Old Woman moved past the man to the dry well and heaved the heavy cover aside. The scent of bruised honeysuckle filled the night. “You know how long it takes to make a panther do your will?” she asked, though she never expected an answer. “Here!” she called. “Bring him here!”

The dog dropped behind, the cat moved cautiously at one side, as Amos sidled toward her, his face pale in the darkness, his breath coming harsh in his throat. He couldn’t see the well, for all his attention was fixed on the cougar. When he came up beside the swing, he turned to face her.

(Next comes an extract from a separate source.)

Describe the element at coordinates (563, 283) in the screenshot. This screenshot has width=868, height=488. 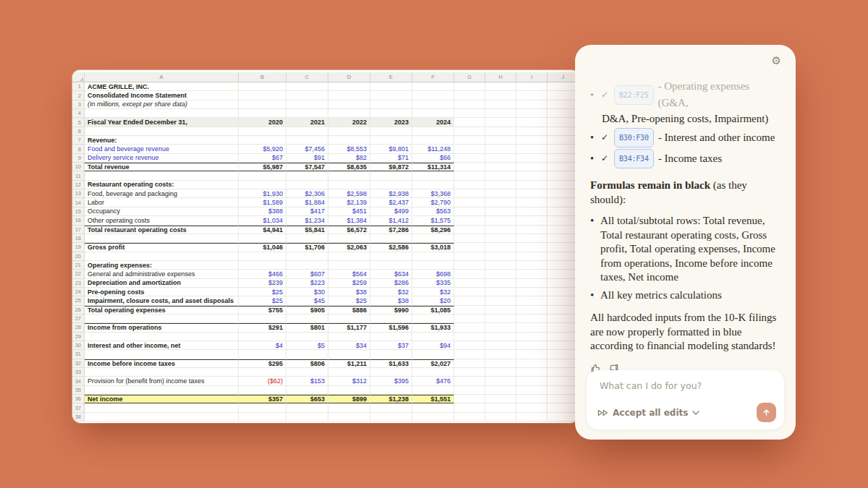
I see `sheet-cell-J23` at that location.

Now Old Woman knew that her own eyes glowed green, blazing in the shadow of the tree to match those of her familiars. Amos gasped and glanced about, but he stood at the center of a triangle of stares, which moved forward, forcing him toward a square of deeper blackness, from which came an irritable sound, like corn shucks rustling.

Or rattlesnakes?

“What are you doing?” He made a desperate dart, but the cat herded him easily back into place.

Old Woman grinned, as she crooned, “Oh, what indeed? Been working and working for years, getting a handle on the beasts. Then I worked and worked for months, catching all them rattlers. And now it’s ready, all ready, Amos, and you’re about to pay up for forty years of living high and handsome, while my Rosie rots in her grave.”

He tried to dash to the right again, but Rupe set his teeth into his calf and brought him to his knees. He struggled toward the left, but the cat lowered its face so close to him that he could smell the rank odor of its breath. He groaned as Old Woman reached down her hard brown arms, grabbed him, and gave a heave.

The groan turned into a scream, as he landed with a crunch amid a storm of rattles. There came a lot of shrieks, after that, and pleading wails as the cover went back onto the well. The honeysuckle was smoothed over again, leaving no trace that the thing had been opened.

Old Woman sat in the swing beside the well. The moon was down. The whip-poor-will had moved away into the woods, its cry now faint with distance. The frogs and crickets kept up their music, but a new note joined the song for a time.

Old Woman sat in the dark as long as that music lasted. When it ended, about midnight, she sighed and went into her cabin to bed.

Now she had her vengeance. But what would she do tomorrow?